Muro turned to Gorman with a triumphant smile on his narrow face. "Chui!" he exclaimed.
"Chewy?" asked Ray. "Sounds like he’s talking about gum."
"Chui," I repeated. "It’s the Swahili word for leopard."
"I thought you said it couldn’t be a leopard," said Donahue.
"I said it wasn’t likely," I replied. "And it wasnt." I began trudging off in the direction Muro had indicated. "Let’s go take a look at it."
Muro rushed past me and actually trotted the remaining half mile, then began yelling something in Chagga that even Gorman couldn’t understand.
We all hurried forward, panting for breath, ignoring the cold and the sharp pains in our chests, and a few minutes later we had gathered around a mound of dirt-covered slush. There was obviously a body under it. One leg stuck out, rigid and frozen, covered with a brown pelt.
/> "That sure as hell doesn’t look like a leopard’s leg to me," said Bonnie.
"It isnt," I said.
"I agree," said Gorman. "That foot never held claws, retractable or otherwise."
"Is it a human?" asked Ray.
It was so obviously not a human that no one even bothered answering him.
"Well, let’s pull it out and see what we’ve got," said Bonnie.
"It is the property of the Tanzanian government," said Njobo. "Nobody may touch it."

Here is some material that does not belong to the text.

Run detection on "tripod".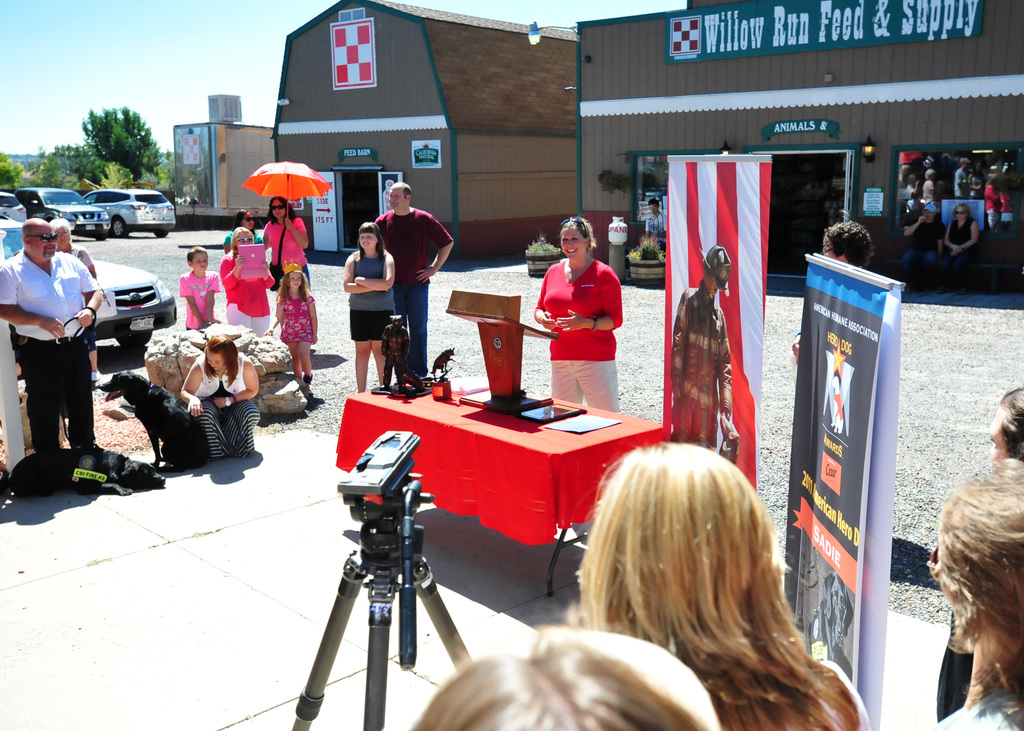
Result: 293:492:485:730.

"I agree," I said. "No one lays a finger on it. Our DNA and any stray microbes that we’re carrying could contaminate it. I need to send for the proper equipment to move it to a secure environment."
"No one is moving it anywhere," insisted Njobo.
"I’m not talking about moving it off the mountain," I assured him. "But we need to move it to a place where a crew of experts can examine it.
There must be a secure cave higher up, where it’s still freezing."
"It stays where it is."
"Do you really want to be known as the man who was responsible for screwing up the first example of whatever it is?" I asked. "What will your superiors say?"
Njobo was silent for a moment. "I will consider it," he said at last. Then he added: "If anyone touches it without my permission, I will send them back down the mountain alone."
Gorman stared at the thing."I thought I knew every animal that ever lived on Kilimanjaro, but I sure don’t recognize this one," he said. He turned to Muro. "Have a couple of the porters come up and shovel some of this junk off it." He paused and looked at Njobo. "With your permission," he added.
Njobo looked questioningly at me.
I nodded. "Carefully," I said.
Muro relayed the order, and twenty minutes later two of the porters had meticulously uncovered the whole body. It looked bipedal, maybe sixty inches top to bottom. It was definitely not human or anthropoid, and I couldn’t think of any other bipedal animals that large. It didn’t quite have a snout, but its face seemed somehow elongated. It’s fur-down, really-was auburn, and nowhere near as thick as an ape’s.